The  US Open tennis tournament begins Monday in New York. For me, Peter Bodo is “the man”, when it comes to tennis writing and longevity (OK, maybe Bud Collins too, but trust me, in a very, very, different way) Anyway, Peter has added blogging for Tennis Magazine to his Senior Editor for life, sniffing out material for later stories and general Mr Cool roles. This development is the new face of journalism. Pete started at Wimbledon.

In LA, Tokyo or wherever, we  all watched the matches live on cable/network TV; caught results on the official website, then read Bodo minutes later for what really happened. By the time I read Lisa Dillman in the LA Times the next morning (also very good), often that next day's matches were already over.

In fact, I started to get annoyed with Bodo.
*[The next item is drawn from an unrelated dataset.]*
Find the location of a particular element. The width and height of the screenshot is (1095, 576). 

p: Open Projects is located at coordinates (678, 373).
Hey, the match is finished; its 30 minutes later, where's your  take, along with the inside scoop, as well as comments from the press conference. (Or not) Still not up? Damn!  It's become more than a first rough draft of history, it's as it happens reporting. And now I find I want it quicker and quicker.

There are problems. Context can be lost, except in the hands of highly skilled guys(big tick here for Pete) Wider research and more voices on issues can get missed. But for blow by blow; the bang bang; its indispensable. That's a big change. We have an astute, (30 years on the job) writer, adding his insight days before a daily paper can match his immediacy. 
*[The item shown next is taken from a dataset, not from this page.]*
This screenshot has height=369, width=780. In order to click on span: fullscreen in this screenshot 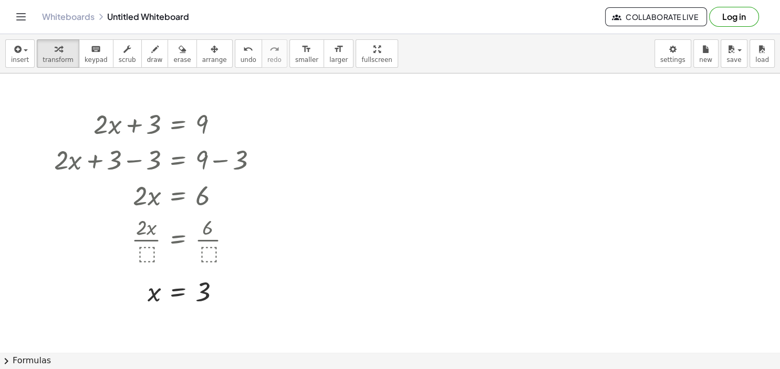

Big media will have to change to match the challenge. They'll have to blog. They know it too. Recently the LA Times had Diane Pucin do updates every three hours from the month long Tour de France, as well as long pieces of daily reportage/analysis. If  blogging isn't added into the  journalism mix and run by the major media goodbye consumers.If I've got TV and Bodo why do I need the papers? 
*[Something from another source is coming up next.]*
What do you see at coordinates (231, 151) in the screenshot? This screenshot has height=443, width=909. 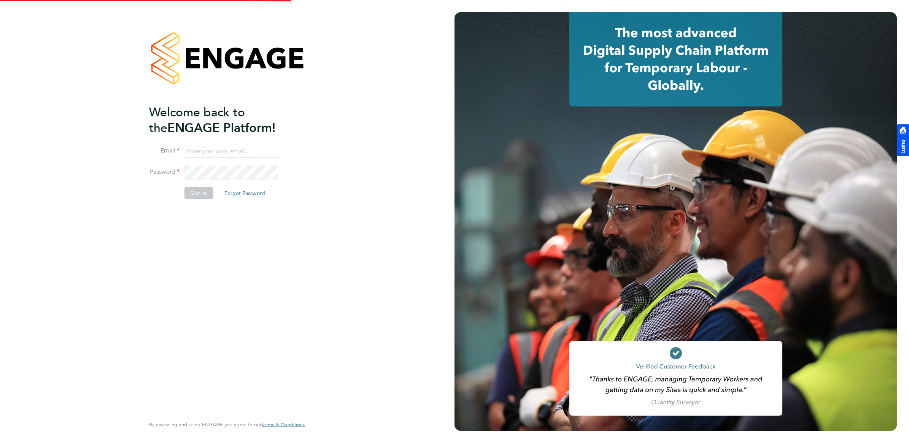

Yet remember King Canute. Today that's old line media and their cohorts, the tennis administrators, both trying to manage out information; TV gets this, other TV (cable) gets that,  radio can use this, papers that.  It's all, you can't report that if we let you into the room, you can't show that if we have the rights, All about control and money. Funny, like everything else, the digital era has created tools that change the way fans can consume this game. Its changed the media cycle. Speeded it up. 

Tennis hasn't yet completely figured out the new era's possibilities; the internet's pay for play, video on demand or  transmission of every match on every court; (digital TV the same); viewers on cellphones, PDA's, PSP's.  Blogs and bloggers adding new dimensions to the carnival.

But Tennis needs to get past that (as do all old line enterprises) Tennis needs to grow. The audience grows the more they see and the more they have access. Bodo puts you on the grounds. Read him and see.